His impact on a whole range of disciplines, from conducting to interpretation, from composing to education at all levels, was colossal. Leonard Bernstein was one of the great musical geniuses of the 20th century.

Life and Music

  • Bernstein's early musical education reads like a who's who of American music in the 1930s and 1940s.
  • At Harvard, his tutors included Walter Piston, and at Philadelphia's Curtis Institute the great Fritz Reiner for conducting and composition with Randall Thompson.
  • From 1940 to 1941 Bernstein attended the Tanglewood music school, initially on a scholarship, but made such an impression that Serge Koussevitzky promptly invited him to become his assistant for the 1942 summer session.
  • His meteoric rise to stardom continued the following year when he was appointed deputy to Artur Rodzinski at the New York Philharmonic, and subsequently made his sensational debut in 1943, standing in for an indisposed Bruno Walter.
  • In 1943 Bernstein made his debut as a performer-composer on disc with his Clarinet Sonata.
  • As a composer he won critical acclaim for his ballet Fancy Free (1944), the filmed musical On the Town (1944), and his first two symphonies Jeremiah and The Age of Anxiety.
  • World premieres of works by Blitzstein and Shapero, Messiaen's TurangalĂ®la Symphony, and the first American performance of Britten's Peter Grimes reflected his energetic support for contemporary music; in 1943 he introduced and conducted 'workshop' readings of American compositions in Carnegie Hall.
  • In 1946 he gave his first performance of Ravel’s G major Concerto, directing the orchestra from the piano.
  • In 1953, Bernstein became the first American to conduct the orchestra of La Scala opera house in Milan - with Maria Callas in the lead role.
  • In 1954 he was nominated for an Oscar for On the Waterfront, and then scored two consecutive hits with Candide (1956) and West Side Story (1957).

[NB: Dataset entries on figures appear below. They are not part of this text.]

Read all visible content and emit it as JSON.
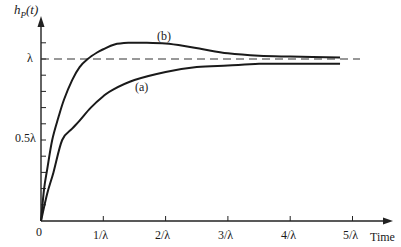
{
  "chart_data": {
    "type": "line",
    "title": "",
    "ylabel": "h_P(t)",
    "xlabel": "Time",
    "x_tick_labels": [
      "0",
      "1/λ",
      "2/λ",
      "3/λ",
      "4/λ",
      "5/λ"
    ],
    "x_ticks": [
      0,
      1,
      2,
      3,
      4,
      5
    ],
    "y_tick_labels": [
      "0.5λ",
      "λ"
    ],
    "y_ticks": [
      0.5,
      1.0
    ],
    "y_minor_tick_step": 0.1,
    "xlim": [
      0,
      5.5
    ],
    "ylim": [
      0,
      1.2
    ],
    "grid": false,
    "reference_line": {
      "y": 1.0,
      "style": "dashed",
      "label": "λ"
    },
    "series": [
      {
        "name": "(a)",
        "x": [
          0,
          0.1,
          0.2,
          0.34,
          0.5,
          0.62,
          0.8,
          1.0,
          1.15,
          1.5,
          2.0,
          2.5,
          3.0,
          3.5,
          4.0,
          4.8
        ],
        "values": [
          0,
          0.17,
          0.3,
          0.5,
          0.57,
          0.62,
          0.7,
          0.77,
          0.81,
          0.87,
          0.92,
          0.95,
          0.96,
          0.97,
          0.97,
          0.97
        ]
      },
      {
        "name": "(b)",
        "x": [
          0,
          0.05,
          0.1,
          0.18,
          0.28,
          0.37,
          0.5,
          0.62,
          0.75,
          0.9,
          1.0,
          1.18,
          1.4,
          1.7,
          2.0,
          2.3,
          2.6,
          3.0,
          3.5,
          4.0,
          4.8
        ],
        "values": [
          0,
          0.2,
          0.32,
          0.5,
          0.64,
          0.75,
          0.87,
          0.95,
          1.0,
          1.04,
          1.06,
          1.09,
          1.1,
          1.1,
          1.095,
          1.08,
          1.06,
          1.035,
          1.02,
          1.015,
          1.01
        ]
      }
    ],
    "annotations": [
      {
        "text": "(a)",
        "x": 1.64,
        "y": 0.82
      },
      {
        "text": "(b)",
        "x": 1.98,
        "y": 1.13
      }
    ]
  },
  "labels": {
    "y_axis": "h",
    "y_axis_sub": "P",
    "y_axis_arg": "(t)",
    "x_axis": "Time",
    "lambda": "λ",
    "half_lambda": "0.5λ",
    "origin": "0",
    "curve_a": "(a)",
    "curve_b": "(b)",
    "x_ticks": [
      "1/λ",
      "2/λ",
      "3/λ",
      "4/λ",
      "5/λ"
    ]
  }
}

  • From 1958 to 1969, as principal conductor of the New York Philharmonic, Bernstein gave nearly 1000 concerts and made innumerable fine recordings, many of which remain definitive.
  • Between 1958 and 1972 he devised and presented a remarkable series of 53 televised Young People's Concerts which introduced a generation of Americans to the 'classics' - and picked up four Emmy awards.

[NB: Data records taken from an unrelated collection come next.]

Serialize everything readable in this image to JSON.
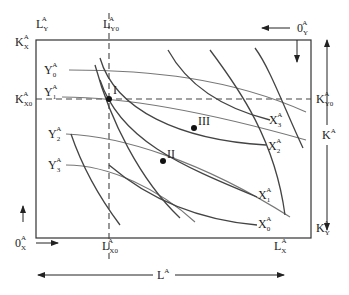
{
  "diagram": {
    "type": "edgeworth-box-production",
    "superscript": "A",
    "top_labels": {
      "L_Y": {
        "base": "L",
        "sub": "Y"
      },
      "L_Y0": {
        "base": "L",
        "sub": "Y0"
      },
      "origin_Y": {
        "base": "0",
        "sub": "Y"
      }
    },
    "left_labels": {
      "K_X": {
        "base": "K",
        "sub": "X"
      },
      "K_X0": {
        "base": "K",
        "sub": "X0"
      },
      "origin_X": {
        "base": "0",
        "sub": "X"
      }
    },
    "right_labels": {
      "K_Y0": {
        "base": "K",
        "sub": "Y0"
      },
      "K_Y": {
        "base": "K",
        "sub": "Y"
      },
      "K_total": {
        "base": "K",
        "sub": ""
      }
    },
    "bottom_labels": {
      "L_X0": {
        "base": "L",
        "sub": "X0"
      },
      "L_X": {
        "base": "L",
        "sub": "X"
      },
      "L_total": {
        "base": "L",
        "sub": ""
      }
    },
    "y_isoquants": [
      {
        "base": "Y",
        "sub": "0"
      },
      {
        "base": "Y",
        "sub": "1"
      },
      {
        "base": "Y",
        "sub": "2"
      },
      {
        "base": "Y",
        "sub": "3"
      }
    ],
    "x_isoquants": [
      {
        "base": "X",
        "sub": "3"
      },
      {
        "base": "X",
        "sub": "2"
      },
      {
        "base": "X",
        "sub": "1"
      },
      {
        "base": "X",
        "sub": "0"
      }
    ],
    "points": [
      {
        "label": "I"
      },
      {
        "label": "II"
      },
      {
        "label": "III"
      }
    ]
  }
}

  • Bernstein gave a series of lectures at Harvard under the title The Unanswered Question, reinforcing the  fact that music-making remained deeply embedded in American culture.

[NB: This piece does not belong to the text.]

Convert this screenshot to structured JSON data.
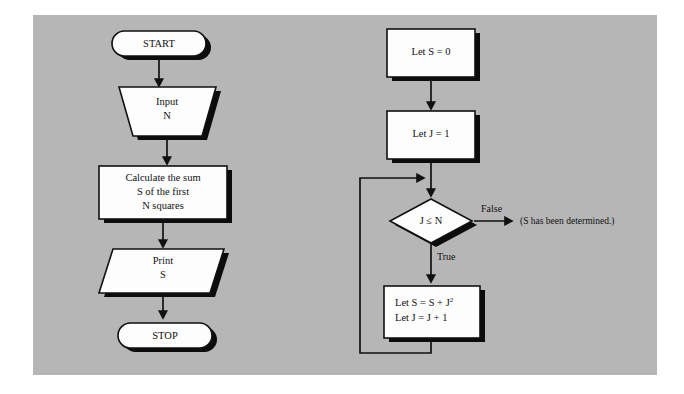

  • In 1990 Bernstein founded the Pacific Music Festival in Sapporo.
  • Bernstein's punishing workload and a lifetime of heavy smoking finally took their toll and he died of pneumonia in 1990.

Did you know?

Bernstein's life-long commitment to Jewish music and musicians resulted in concerts with the Palestine and Israel Philharmonic Orchestras, and a specially created chamber orchestra consisting solely of Holocaust victims.